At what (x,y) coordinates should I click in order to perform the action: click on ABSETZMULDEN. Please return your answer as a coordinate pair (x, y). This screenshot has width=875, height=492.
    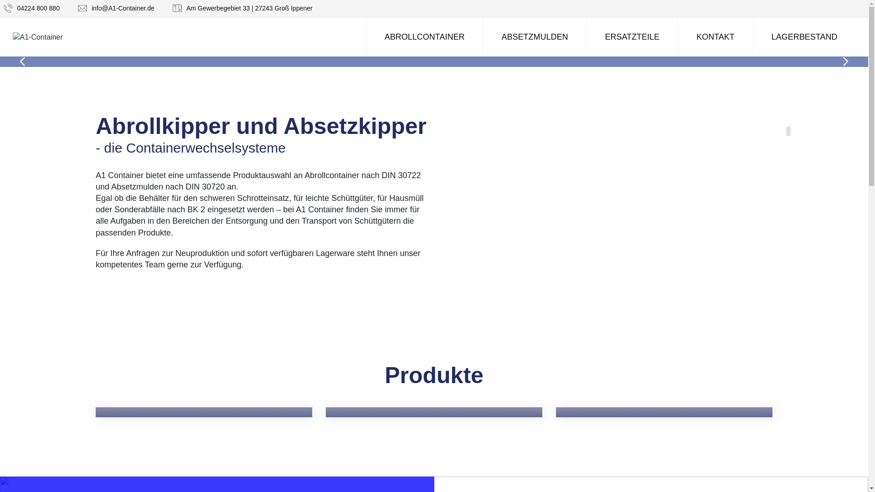
    Looking at the image, I should click on (534, 37).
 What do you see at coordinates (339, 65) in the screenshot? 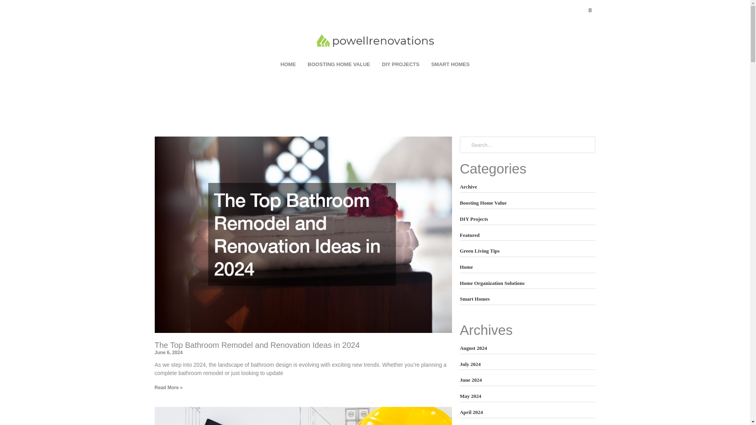
I see `BOOSTING HOME VALUE` at bounding box center [339, 65].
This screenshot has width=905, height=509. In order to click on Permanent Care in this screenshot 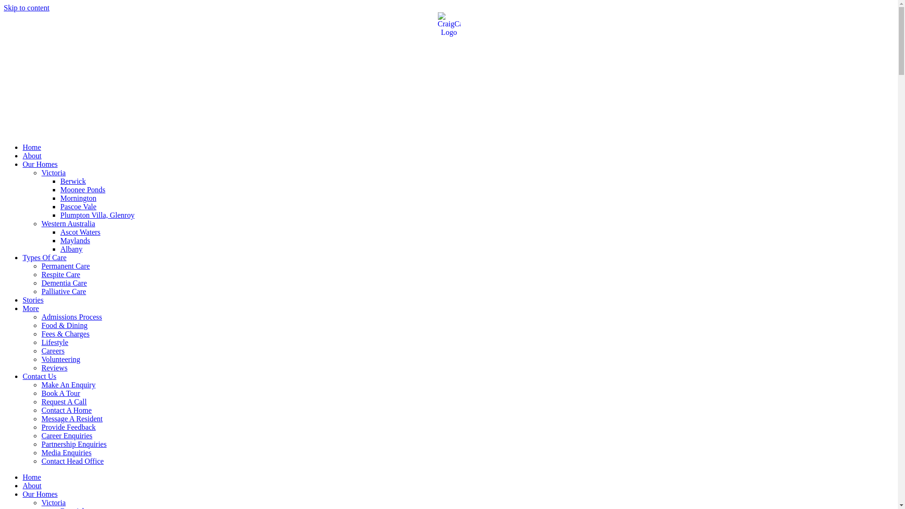, I will do `click(66, 266)`.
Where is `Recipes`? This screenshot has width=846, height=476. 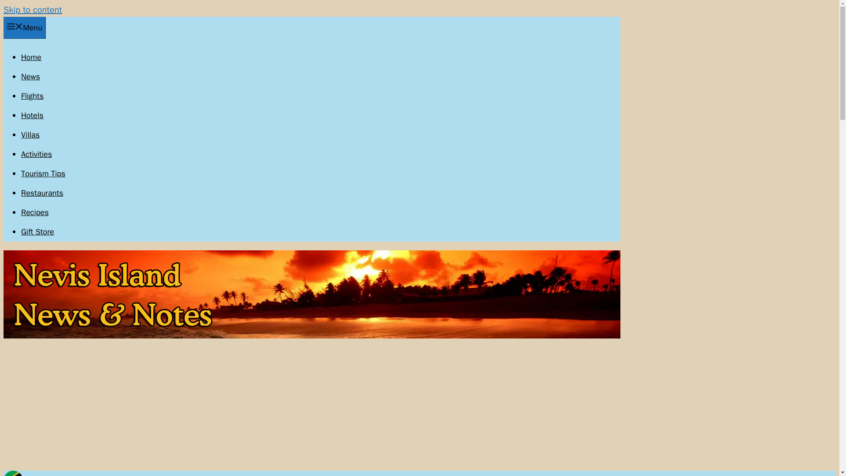
Recipes is located at coordinates (35, 212).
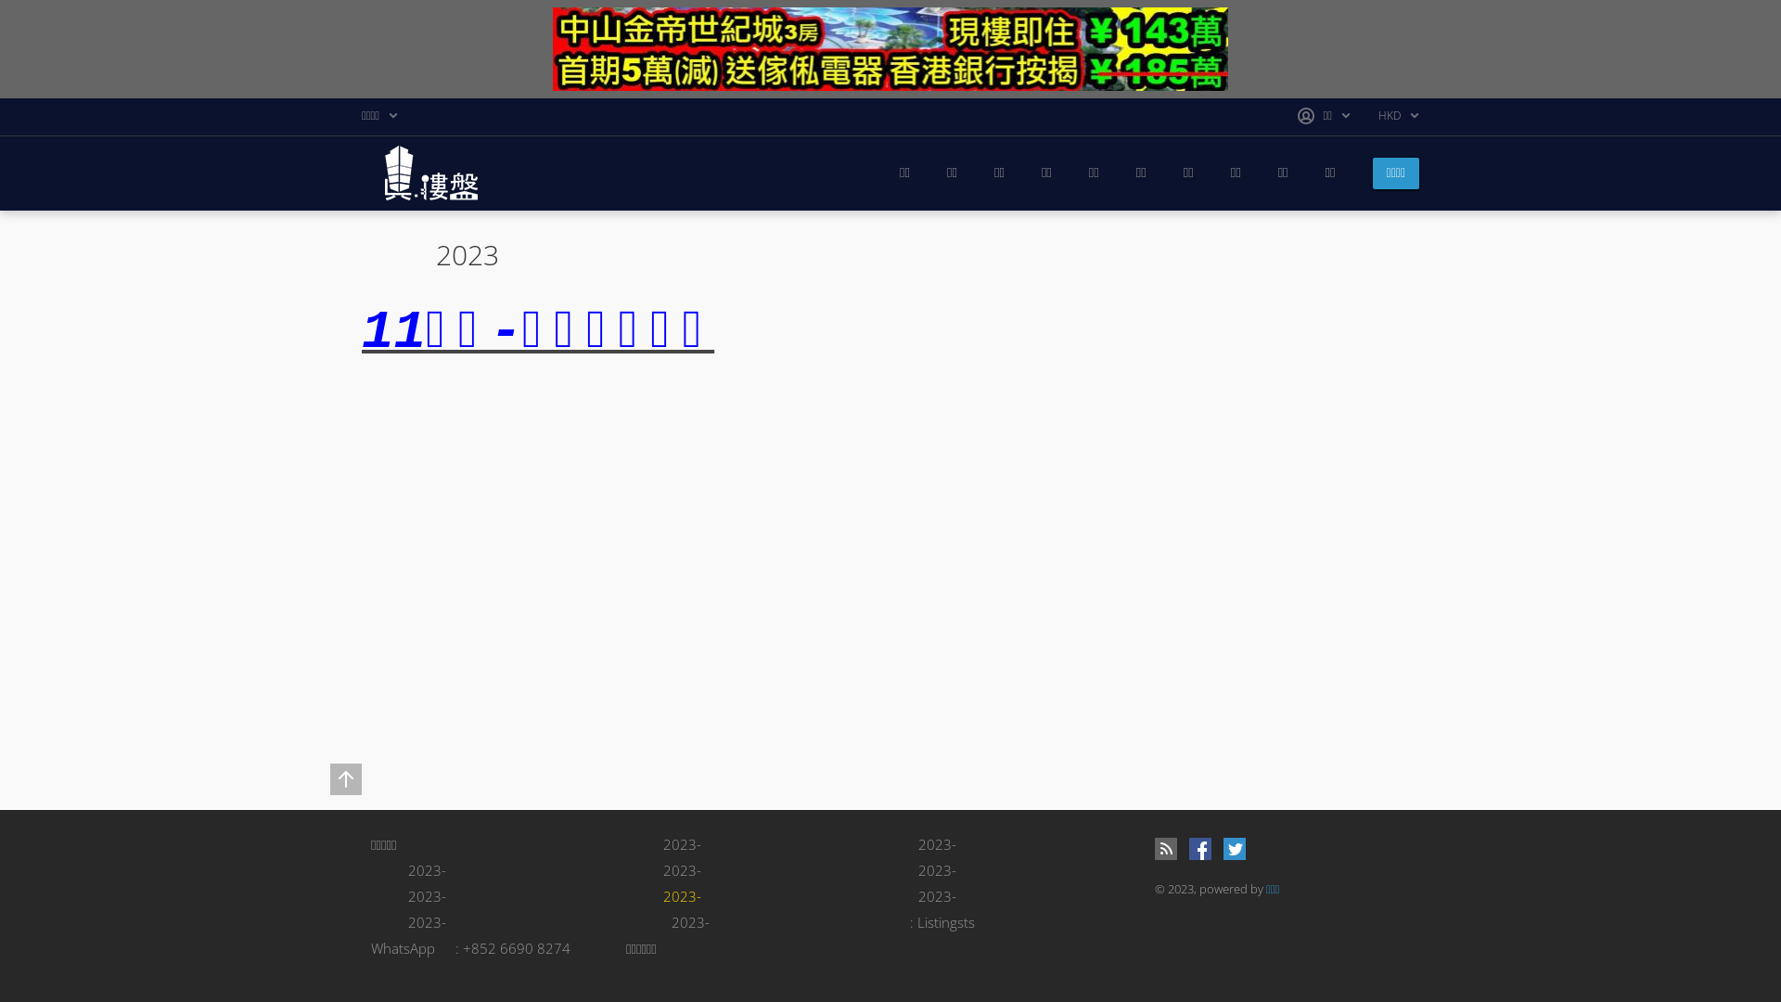 Image resolution: width=1781 pixels, height=1002 pixels. Describe the element at coordinates (1200, 849) in the screenshot. I see `Join us on Facebook` at that location.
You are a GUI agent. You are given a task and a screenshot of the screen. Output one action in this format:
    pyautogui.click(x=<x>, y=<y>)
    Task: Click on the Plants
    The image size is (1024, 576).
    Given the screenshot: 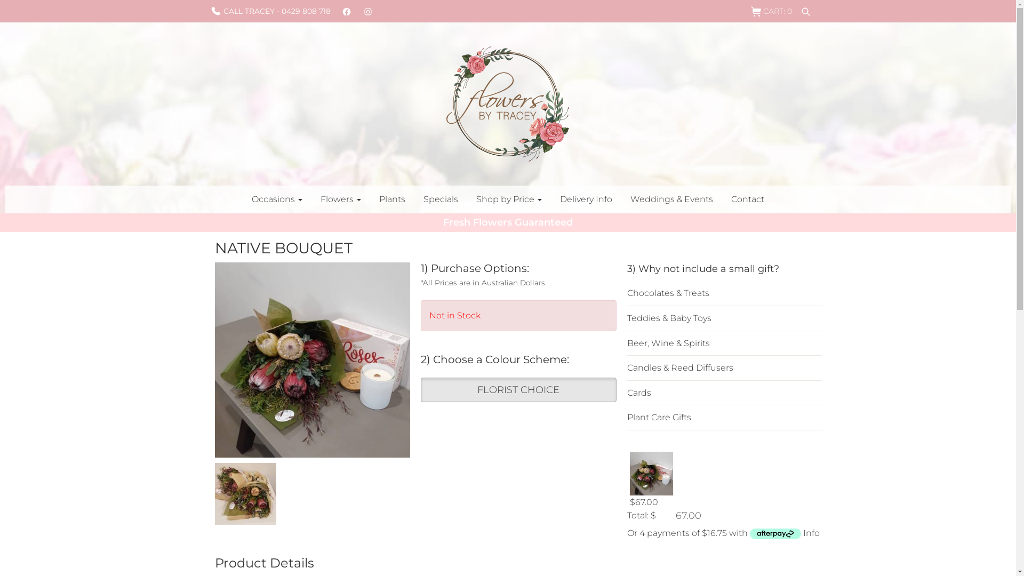 What is the action you would take?
    pyautogui.click(x=393, y=200)
    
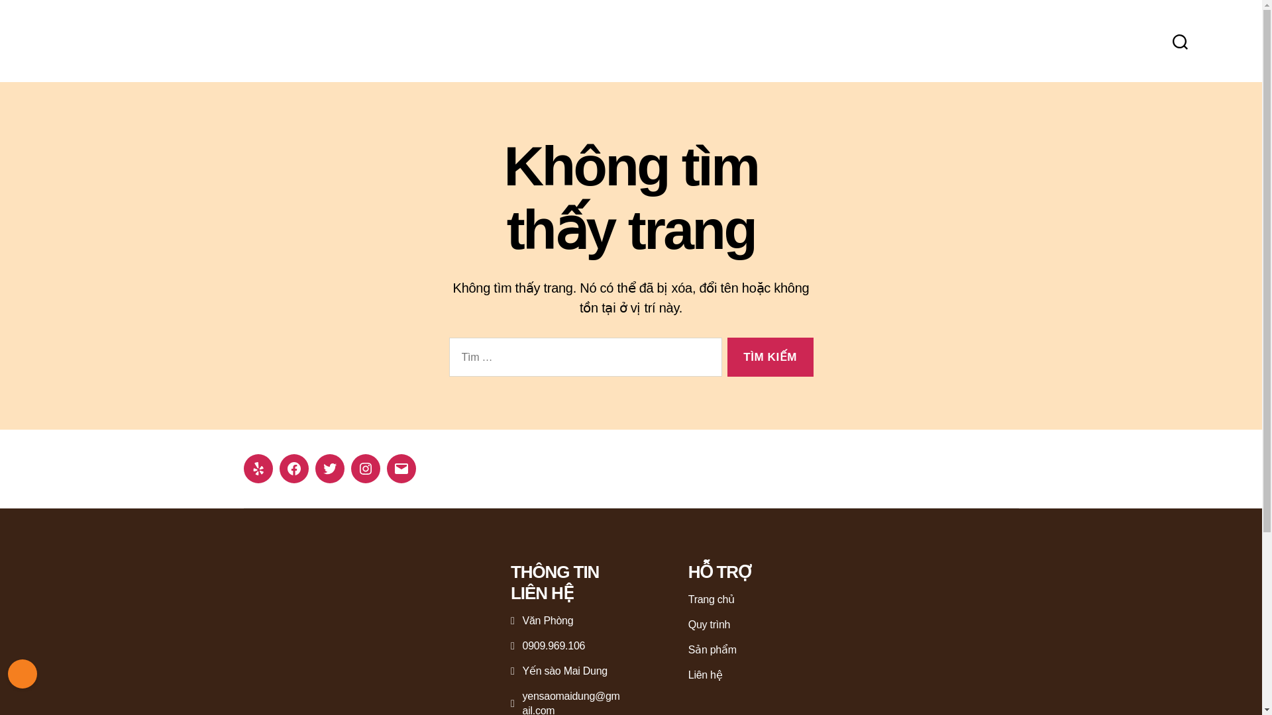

┄┄┄┄┄┄

WHAT YOU ARE ASKED TO DO:
Range to print from the listing above: from the line with "has width=846, height=476." up to and including the line with "Task: Click on the Plants". Please print those lines exactly, with no pictures and nothing more.

FINISHED EXERCISE:
Where is `Recipes`? This screenshot has width=846, height=476. 
Recipes is located at coordinates (35, 212).
 Image resolution: width=1781 pixels, height=1002 pixels. Describe the element at coordinates (1200, 849) in the screenshot. I see `Join us on Facebook` at that location.
You are a GUI agent. You are given a task and a screenshot of the screen. Output one action in this format:
    pyautogui.click(x=<x>, y=<y>)
    Task: Click on the Plants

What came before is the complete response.